Funded by the NSW government to provide individual advocacy support services to boarding house residents, the organisation has spent several years expressing concerns for the safety and well-being of lodge residents.
"We believe these vulnerable people have experienced gross discrimination, and that alleged crimes against them have not been as thoroughly investigated as they would have been, had the same alleged crimes been committed against people without a disability," PWD President Jan Daisley said.
"Reports from former staff members, residents and their families allege that people with disability at Grand Western Lodge frequently experience beatings, over medication, sexual assault, harsh punishment, prolonged segregation, solitary confinement and financial exploitation...
"It is scandalous that the Department of Ageing, Disability and Home Care (ADHC) had left these people with disability in such a dangerous situation for so many years..."

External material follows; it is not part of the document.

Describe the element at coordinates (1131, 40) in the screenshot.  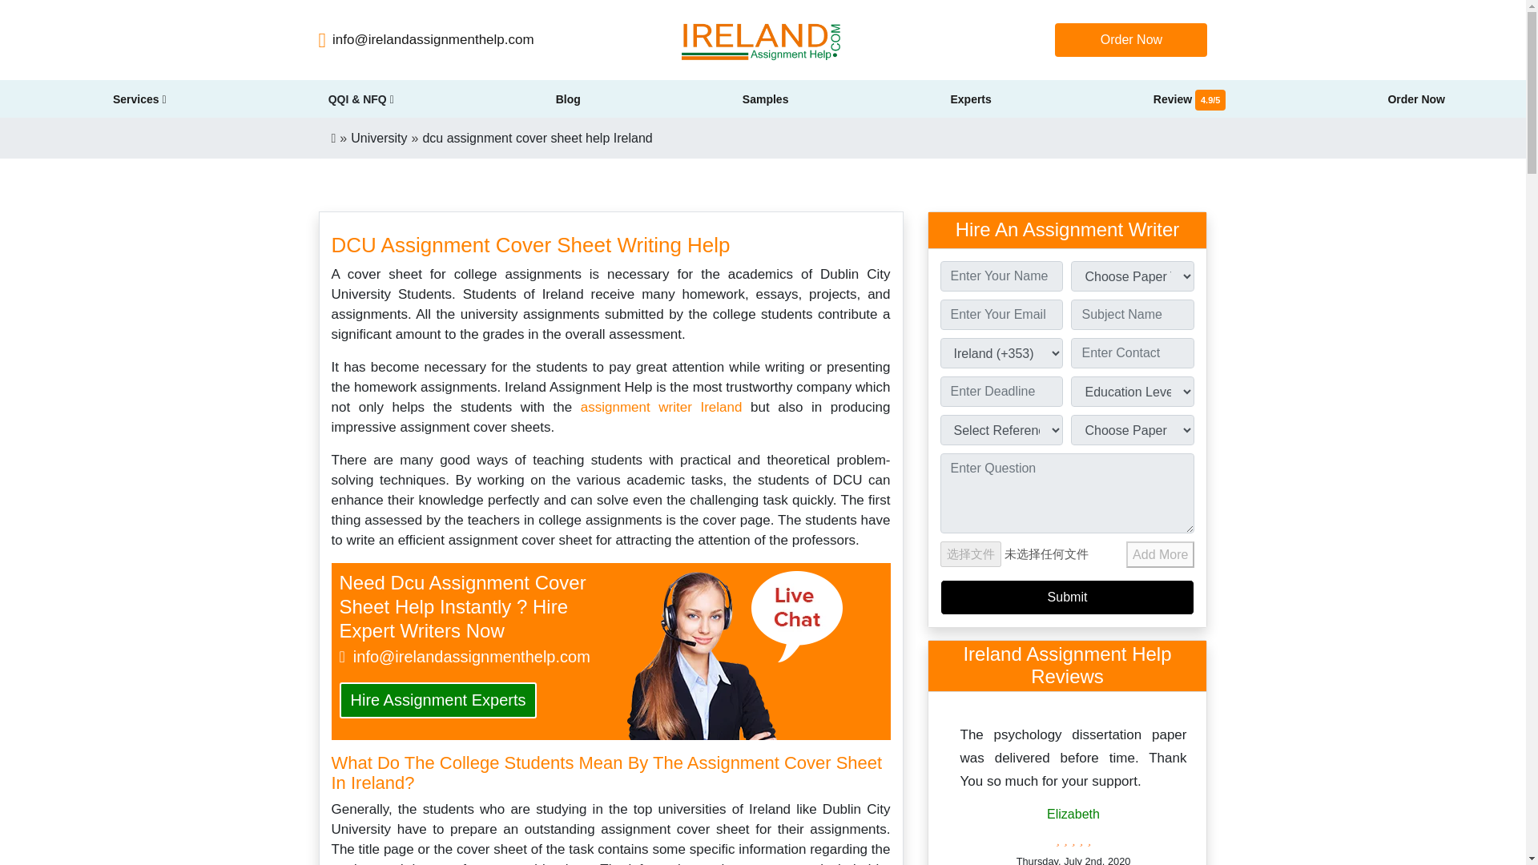
I see `Order Now` at that location.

The ADHC is responsible for monitoring the standards of licensed boarding houses and ensuring the health, comfort, safety and proper care of people with disabilities living in them is met.

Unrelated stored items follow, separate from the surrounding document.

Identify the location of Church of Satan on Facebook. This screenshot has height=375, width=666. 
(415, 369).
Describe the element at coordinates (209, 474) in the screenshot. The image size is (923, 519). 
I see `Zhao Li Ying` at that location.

PWD claims it has made numerous attempts to provide independent advocacy support services to people living at the lodge since 2002 with limited success.
During one visit in the middle of last year, PWD alleges its staff members were threatened with legal action, by licensee Adrian Powell, if they continued to try to access residents to inform them of their rights.
Supporters of Mr Powell, and staff at the lodge, claim advocates are already available to residents at the lodge, but the Blayney Chronicle understands they have not been independently appointed by a third party.
PWD Spokesperson Matthew Bowden told the Blayney Chronicle that residents who were removed from the lodge have taken up PWD's advocacy service since the left the lodge.
"They appear to be happy with the support we're providing," he said, despite reports from inside the lodge that the residents wanted nothing to do with PWD while they lived there.
He defended the removal of the residents and said PWD had been calling for their removal and welcomed it.
"It is never our intention to cause distress or upset people.... PWD believes it (the removal) was absolutely necessary."
Mr Bowden said "the people we met with were really happy with their new homes and have settled quiet quickly... nobody has said to us that they wanted to go back."
Police investigations into allegations surrounding the treatment of residents at Grand Western Lodge are understood to be on-going.